I’m trying to make it so that when you shoot a character mesh, the spot that you shot receives a kind of bullet-hole decal, except as a blood hole. Assuming there is a way to get that precise location of impact, how would I put a decal onto such a complex piece of geometry?
I am new to 3D, and when I try experimenting with a decal in 3D, it stretches weirdly across the mesh instead of placing the small, unstretched image onto one of the surfaces of the mesh.
What I’m going for is similar to Hitman 3 where shooting a dead body puts a bloody bullet hole into the corpse where you shot, except with low poly characters. I found resources for putting decals onto simple geometry like walls, but not a character mesh.
you can’t. Decals are projected. you can do it, but there is no way to differentiate the visual layer, you can’t stick it to the UV, so it will look like a projection.
you can sort of make it work by sticking it to a node copying the transforms of the bone, you need hitboxes for this. but the visual layers problem will be there, because the mesh belongs to a single visual layer, so it will look wrong if the character moves too much.
in some games, decals can be placed relative to the UV through a shader, but this also requires a special UV wrapping to prevent cutting of a decal and it’s more advanced.
you can use custom textures for different impact areas. you need a texture with the hole in different (most important) areas like the chest or the head, then you can create different materials and switch the material.
at this point you can also use different meshes for the same effect, this is done for destruction in games like call of duty and fallout 3.
What exactly do you mean by having hitboxes? While I will probably skip blood decals for now, one thing I wanted to be sure of was spawning a particle emitter that creates a linear “hose” of blood squirting out from whatever point you shot, which may be a similar effect to this decal but actually possible.
Would loading different materials be processor heavy? They are low poly characters with 1024x1024 textures, and I assume I would need multiple to account for different scenarios (eg chest, chest and back, chest and head, etc).

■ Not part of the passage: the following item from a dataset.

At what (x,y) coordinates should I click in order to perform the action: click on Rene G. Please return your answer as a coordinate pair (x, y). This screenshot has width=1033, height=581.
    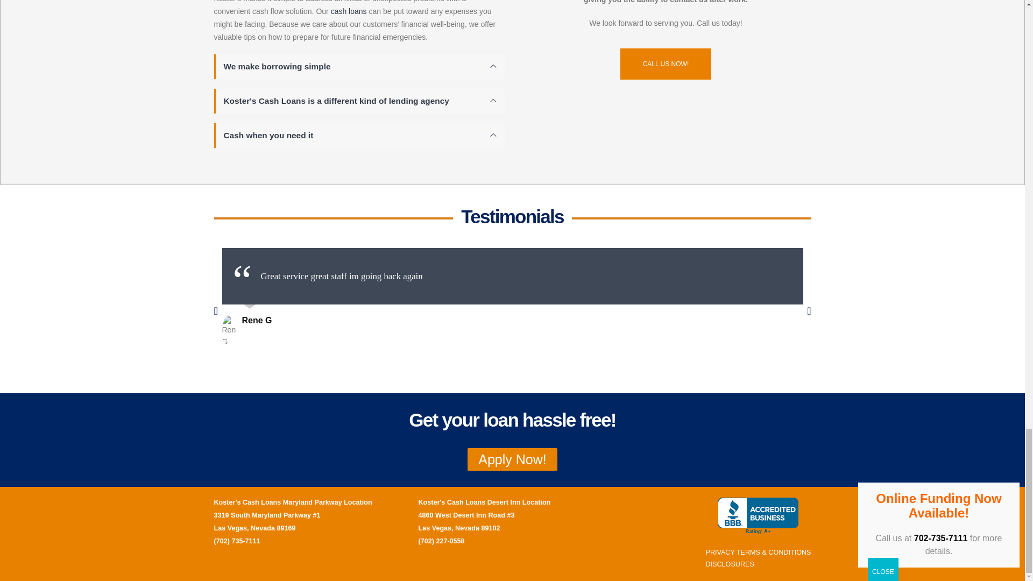
    Looking at the image, I should click on (257, 320).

I might consider hiring someone later on to make a plugin that would allow for texture alteration, since I am trying to have dynamic character destruction be a focus of the game.
When a model is textured, each triangle in the mesh has UV coordinates for its corners, and those UV coordinates map to locations in the texture. You can stretch a small amount of texture over a large triangle or a large swathe of texture over a very small triangle. Good modellers will use this to put detail in places that need it, so often a lot of texture space is faces, for example.
The problem with this approach is, if you want to do something like this with bullets, the low detail areas look bad. If your models are custom (or can be customized), maybe ask your artist if they can make the texture size (roughly) uniform across the model.
If I was going to do this kind of thing, my temptation would be:
get models that are textured as uniformly as possible, so the surface area to texel ratio is as constant as can be managed
multitexture; have a damage texture in addition to the regular texture
try to get all the models textured the same way, so that (for example) the left leg is the same texture locations on every model, so looking up where to scribble on the damage textures is as simple as possible
BoneAttachment3D or some custom SkeletonModifier
that will get the transform of the bone, then add an Area3D as child of this.
when the Area3D detects a hit, it tells the player, and then you spawn something as child of that Area3D or BoneAttachment3D, that way it will move with the bone.
try to use few, for the most important areas like the chest, the head, 2 for each arm, 2 for each leg, maybe a few more for the spine and pelvis.
that is far easier than a decal.
switching a material is not.
the more materials a mesh has, the least efficient, if you can keep it to one material per mesh or even 2 or 3 it should be fine.
yes.
switching meshes is easy if you model the character with different variations and the same skeleton, in godot you can delete a meshintance3D and instantiate a different one from a scene and it will work with the skeleton. then you need gibs (look up alien vs predator 2 and fallout 3).
blood marks on different parts could be achieved with multiple textures that are layered on top of each other.
godot does not support switching textures during game tho, so these will have to be part of the material at almost all times. you can have a damaged version and an intact version for better performance.
for adding holes on a texture, that would however require a Texture2DRID, which needs a Vulkan shader, and those are hard to code.